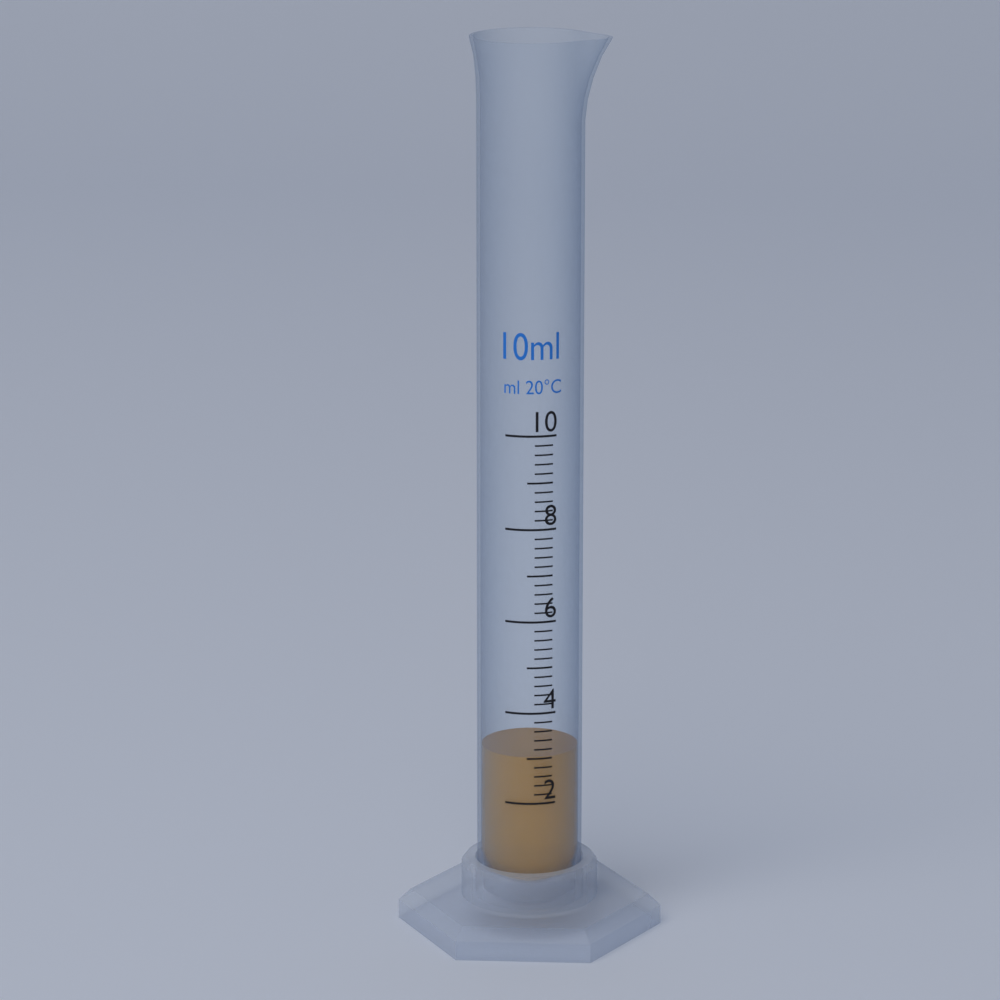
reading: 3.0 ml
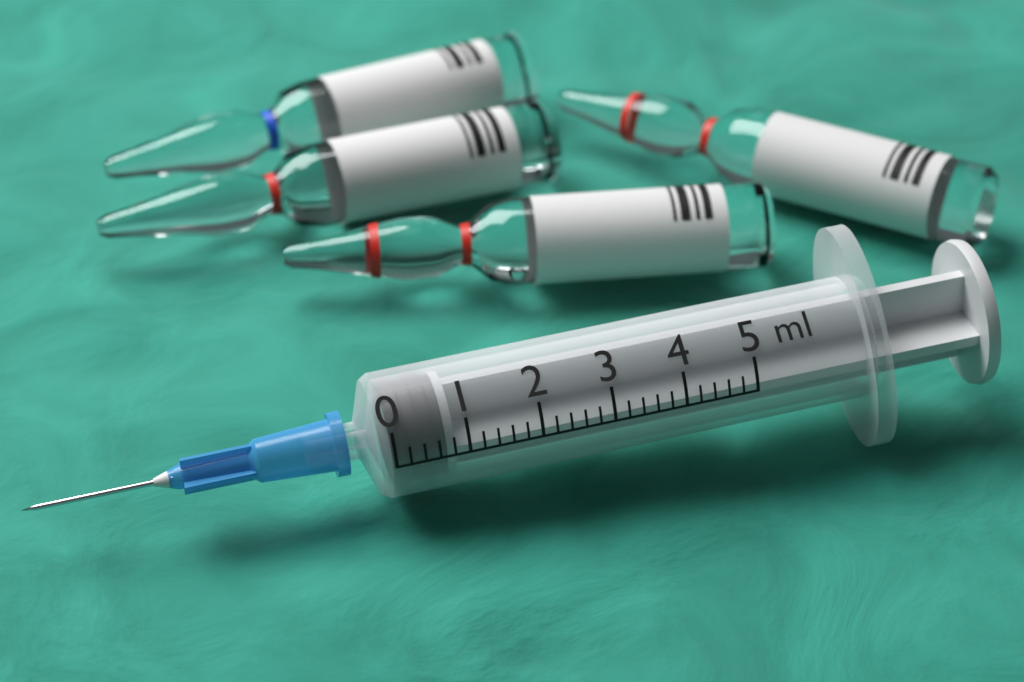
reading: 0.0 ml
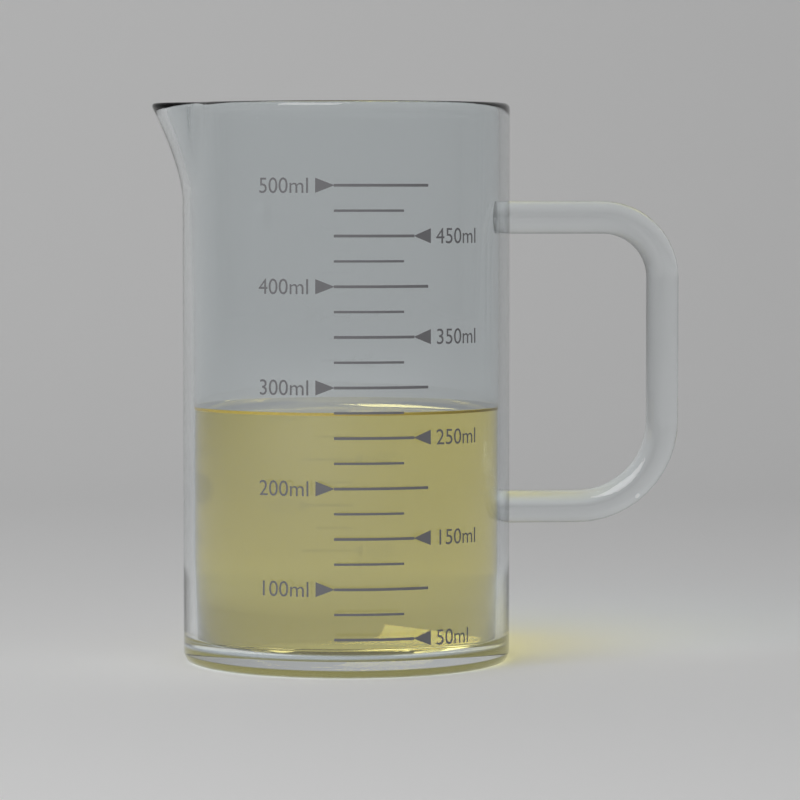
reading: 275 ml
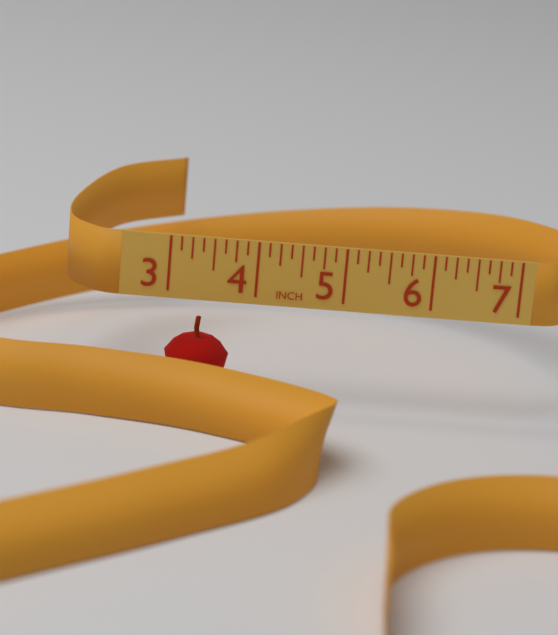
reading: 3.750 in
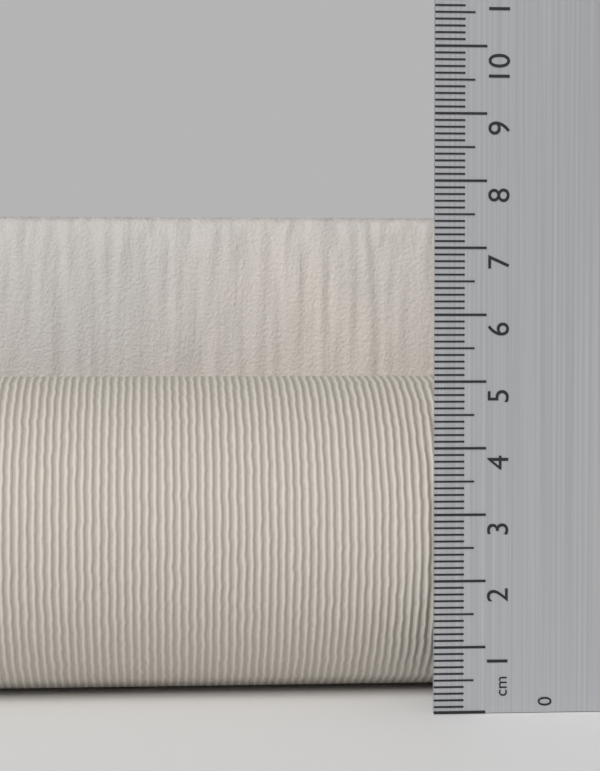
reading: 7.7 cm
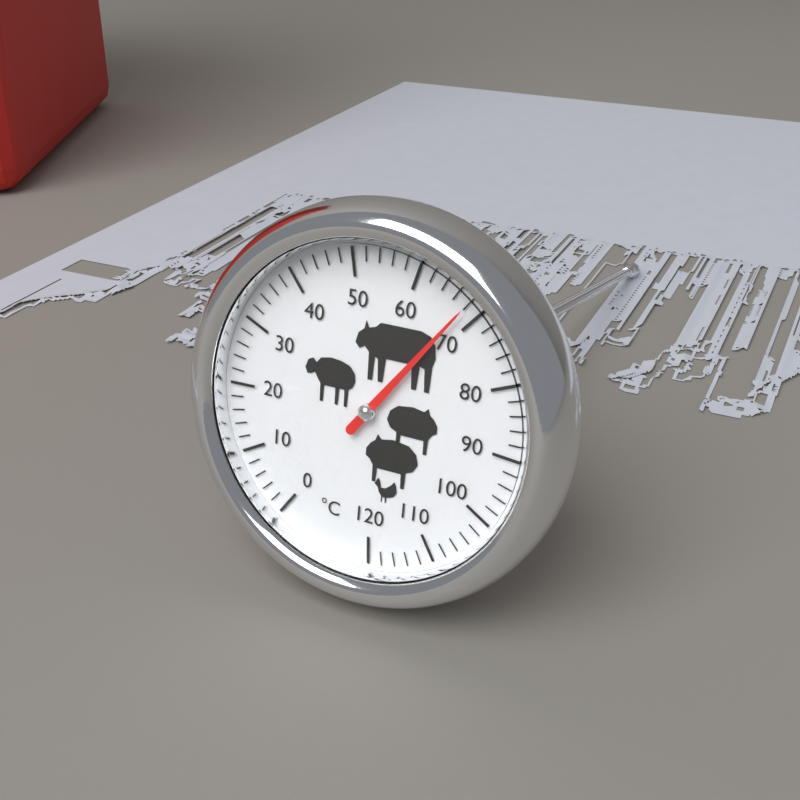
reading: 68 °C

==

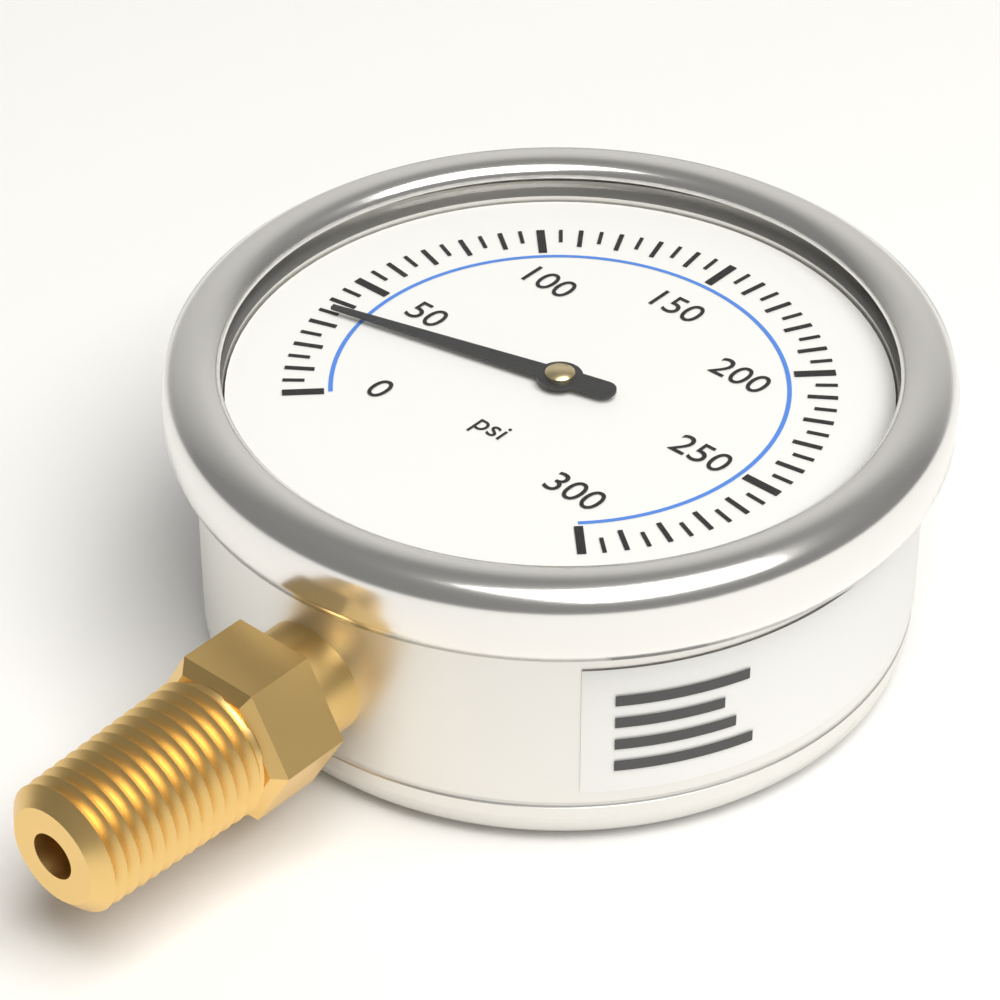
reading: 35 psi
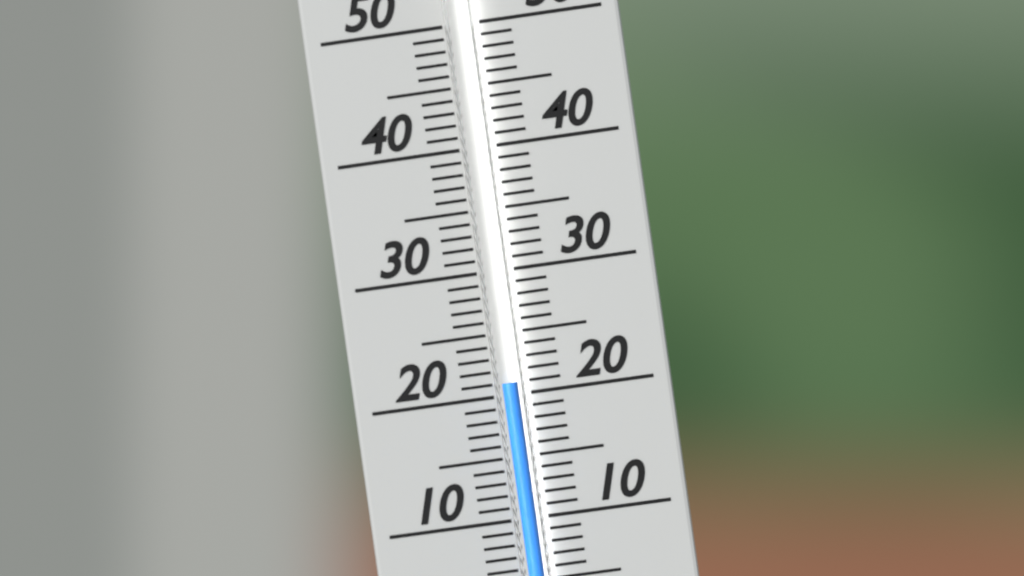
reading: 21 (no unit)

• Exercise:
Set the pictures aside and reproduce exactly the lines above, from the line holding "reading: 3.0 ml" through the line holding "reading: 68 °C", both included, with nothing else.

• Answer for the task:
reading: 3.0 ml
reading: 0.0 ml
reading: 275 ml
reading: 3.750 in
reading: 7.7 cm
reading: 68 °C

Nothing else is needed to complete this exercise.